On account of the pandemic, there has been a seismic shift to remote or hybrid instruction. However, long before COVID-19, forces to harness instruction to technology were at play within the American school system. In Teaching Machines: The History of Personalized Learning (MIT Press, 2021), Audrey Watters masterfully explores this story and explains the consequences technology has had on the nature and architecture of American schooling.

As many policy analysts know, Watters has been writing incisively about this important topic since 2010 on her blog, Hack Education: The History of the Future of Education Technology. With Teaching Machines, she cements a decade of lucid, riveting commentary.

In this NCSPE excerpt, in particular, Watters establishes the foundation for her analysis with a depiction of the first efforts of the Harvard psychology professor B.F. Skinner to mechanize learning. Skinner would go on to develop several teaching machines during the Sputnik era and beyond. Watters explains how he incorporated his work as a behaviorist into the design of these learning devices.

Skinner, along with other progenitors of teaching machines such as education psychologist Sidney Pressey, aimed to pioneer the automation of pedagogy, “freeing the teacher from the drudgeries of her work so that she may do more real teaching, giving to the pupil more adequate guidance in his learning,” Watters writes. In doing so, they prioritized the interests of private entities looking to engineer systems of learning at the expense of teachers and school leaders who aimed to engender more democratic modes of education.

The posture of automated learning presumes that the work of evaluating student responses and guiding them to new levels of understanding can simply be outsourced to a programmed device and does not require the nuanced touch of a seasoned practitioner with deep content knowledge. Yet the word “assessment” itself derives from the Latin assidēre, meaning “to sit down to.” The role of the teacher to sit beside children and listen deeply and intently, not only to learn how students are approaching a particular task, question, or problem, but also to hear from them about what piques their curiosity about the work at hand and motivates them to persevere. Watters deftly details how even the most well-designed or well-intentioned teaching machines fail to achieve this. She moreover describes how critics of Skinner such as Paul Goodman raised these concerns as they saw these devices dehumanizing the educational process.
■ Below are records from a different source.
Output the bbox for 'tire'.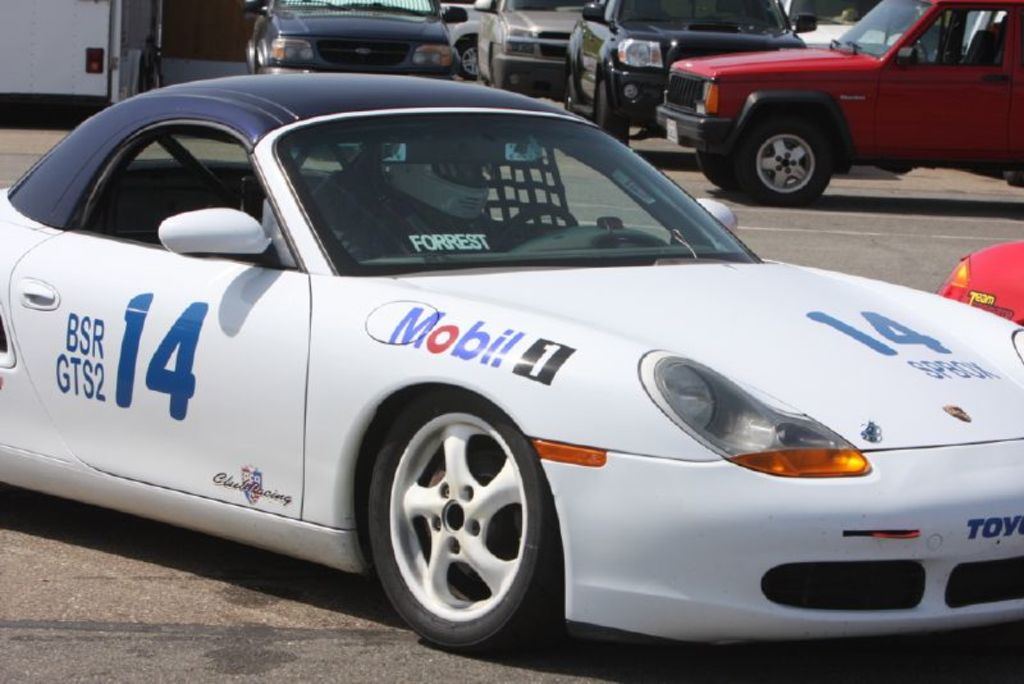
{"left": 571, "top": 87, "right": 584, "bottom": 109}.
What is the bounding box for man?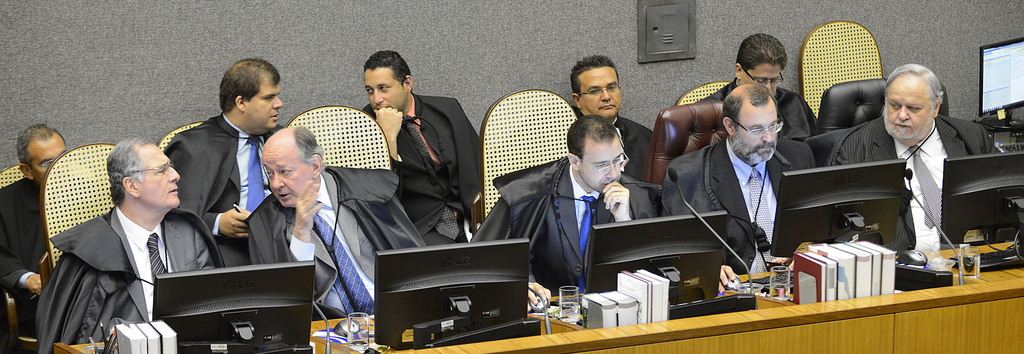
crop(692, 29, 824, 140).
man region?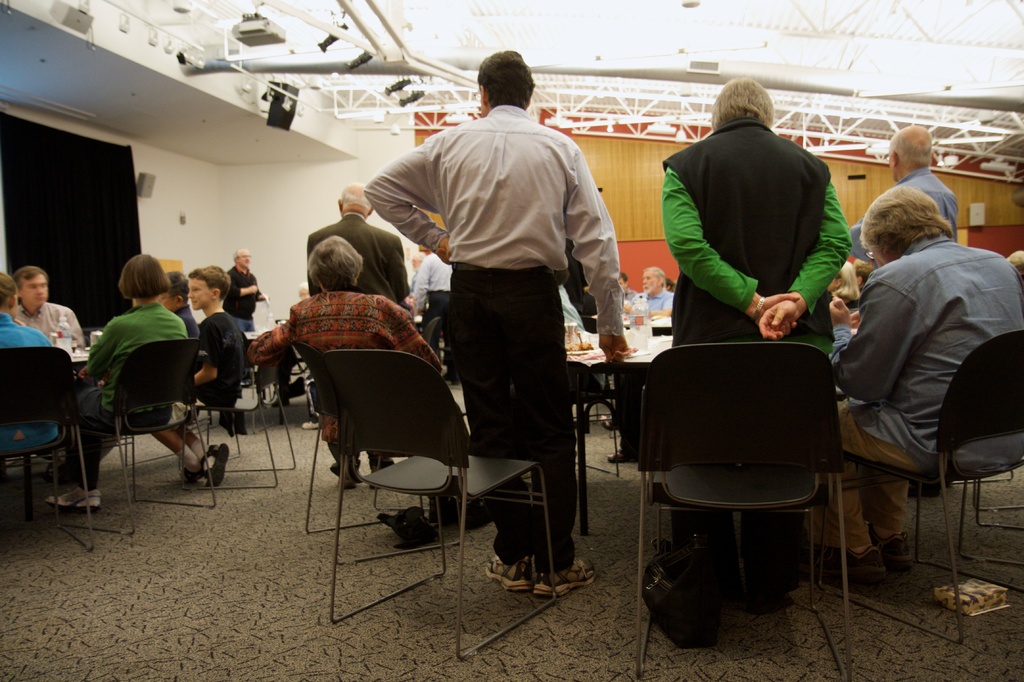
[x1=607, y1=268, x2=641, y2=309]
“Who, then, will watch the puzzlement on a child’s face and suddenly guess what it is that he really doesn’t understand, that has apparently nothing to do with the present problem, nor even the present subject matter?” Watters quotes approvingly from Goodman’s 1960 book, Growing Up Absurd. “And who will notice the light in his eyes and seize the opportunity to spread the glorious clarity over the whole range of knowledge; for instance, the nature of succession and series, or what grammar really is: the insightful moments that are worth years of ordinary teaching.”

Even with advanced programming and interactive computer displays, personalized teaching machines or programs may not be able to elucidate nuanced understandings of difficult concepts with struggling learners. Independent work with these programs is often unsupervised, and students may receive unauthorized assistance to particular questions instead of actually supplying their own authentic response. A recurring issue with struggling learners is also the motivation to complete the tasks themselves. Extended independent assignments often, in fact, result in fatigue and non-completion for students who are still building task stamina.

Watters also writes about the very challenges of implementing such programs, where private demands for technocratic control over the levers of schooling have clashed with the needs of actual practitioners and students. As we see in contemporary education settings, Watters documents that programs were often rolled out in a hasty and haphazard fashion, unsupported by research evidence demonstrating their effectiveness or appropriateness for students and without adequate levels of teaching training or adoption.

Programmed instruction in the form of teaching machines as well as the modern incarnation of computerized learning engines, Watters likewise makes clear, represent a highly systematized and standardized form of education that collides with more progressive, constructivist, and student-led pedagogical methods. They also reify practices and norms within school systems that promote a highly functionalist model of education, where students are fed bits of information as they are trained to complete discrete tasks serving little more than the informational needs of private companies.

While programmed learning systems and algorithms aim to provide individualization and personalized learning, Watters demonstrates how they can conversely serve to stifle creativity and individual expression, on the student, teacher, school, and system level. “These technologies foreclose rather than foster possibilities,” Watters writes.

For longtime followers of Watters’s blog, which is now on hiatus, Learning Machines will fulfill all expectations. For those who haven’t read Watters’s blog, this excerpt should pave the way to reading the book. Agree or not with Watters, readers will be glued and challenged.